Family Health and Fitness

How to Help Your Kids Grow Stronger Bones

Your child’s bone-health is incredibly important—your bones not only allow for structure and movement, they also store essential vitamins and minerals that support the immune system and they protect vital organs from harm. Knowing this is such an important part of your child’s health and safety, here are a few ways you can help your kids grow those strong bones they need.

Encourage Exercise

Bones are made of living tissues bound together in an incredibly hard mass. According to Newport Orthopedic Institute, just like with muscle, as bones feel strain and impact, the human body responds by building more of that material. Bones become denser in order to better sustain the body. Exercise also builds muscles that surround the bones and provide them with the necessary pressure and movement for strong bones. Finally, the coordination and balance that is required to run, jump, and play helps the body to learn how to use its own bones correctly!

Add Key Nutrients to Their Diet

Bones require an impressive list of vitamins and minerals in order to grow: omega-3 fats, vitamins D, K and C, zinc and magnesium are some! Each of these has a different role in helping bones to form. For example, according to Stellar Kids, Vitamin D can help kids absorb calcium. Calcium is the building block of the bone, so ingesting enough vitamin D ensures that your child has enough calcium to create bones at all! Vitamin C helps cells bond, zinc helps bone breaks to heal through regeneration, and vitamin K helps proteins do their job in forming and strengthening bones. Include foods like green leafy vegetables, fish or eggs, and grains into your child’s diet—these foods contain high levels of those essential vitamins and minerals that will strengthen your children’s bones.

Don’t Use Low Calorie Diets

Speaking of food: don’t use low calorie diets. Your children are developing and growing extremely quickly! They need calories to fuel them and provide muscle and bone-building nutrients. Low calorie diets mean low metabolisms, loss of muscle mass, and therefore low bone density. Well-balanced diets prevent the deterioration of bones, known as “osteoporosis”, in which bones become weak and brittle and can break or fracture easily. According to VeryWell Health, this condition in children can seriously impact the lifelong health and functionality of your child’s skeleton.

 

Protect your child’s overall health and quality of life by protecting and supporting proper bone health and development. Exercise and a nutrient-rich diet will help their bodies develop as needed for a full and active lifestyle!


**What needs to be done:** Word for word, write the lines below out again, with no pictures.

━━━ Recorded data ━━━

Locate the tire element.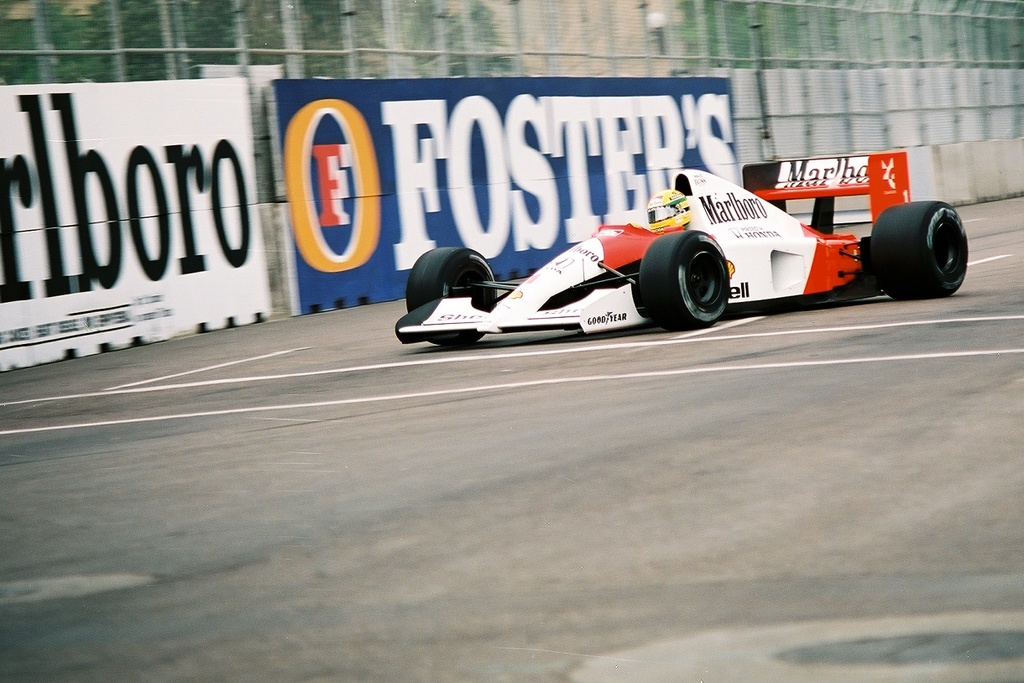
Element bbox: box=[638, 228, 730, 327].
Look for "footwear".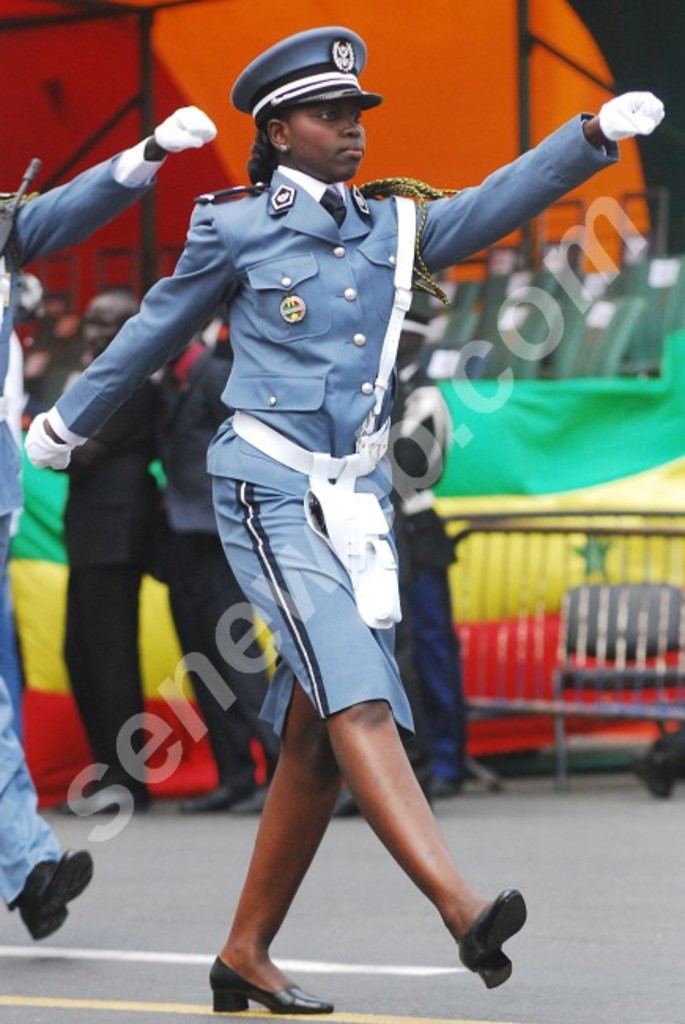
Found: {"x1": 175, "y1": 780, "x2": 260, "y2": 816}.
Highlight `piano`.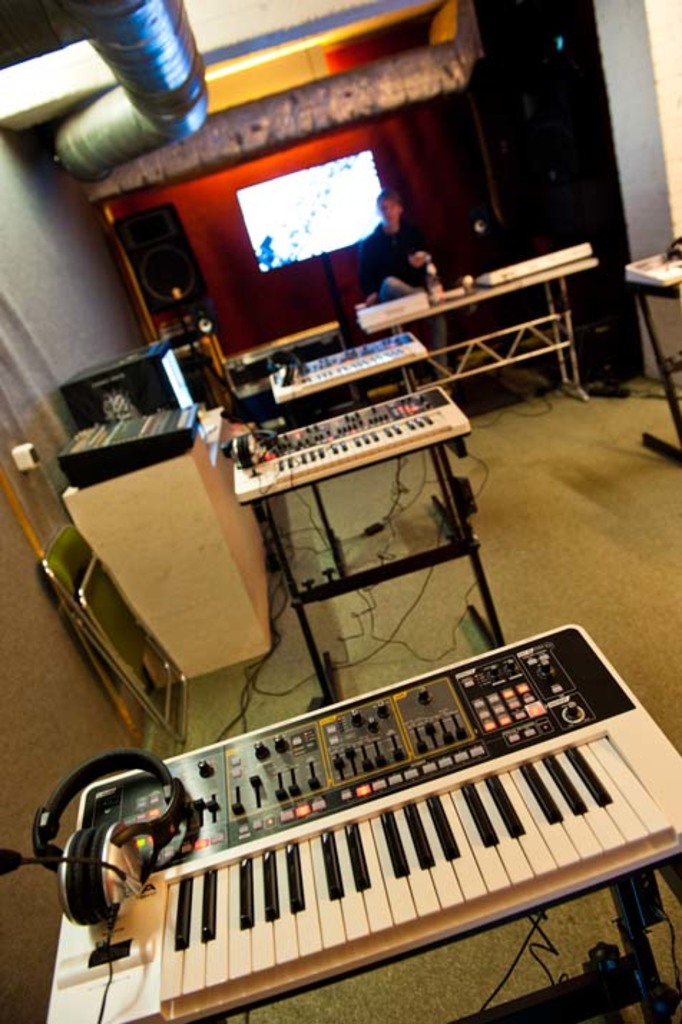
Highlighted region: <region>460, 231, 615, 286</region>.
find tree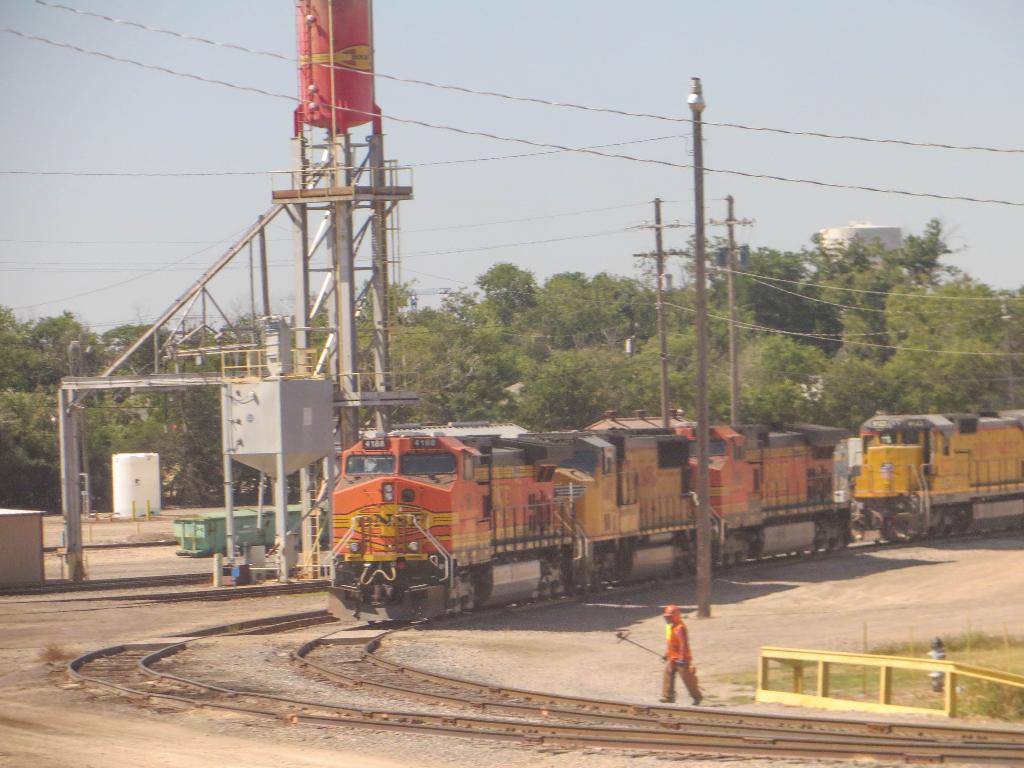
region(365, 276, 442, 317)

━━━

**Your response:**
Locate the tire element.
Element bbox: box=[638, 228, 730, 327].
Look for "footwear".
Found: {"x1": 175, "y1": 780, "x2": 260, "y2": 816}.
Highlight `piano`.
Highlighted region: <region>460, 231, 615, 286</region>.
find tree
region(365, 276, 442, 317)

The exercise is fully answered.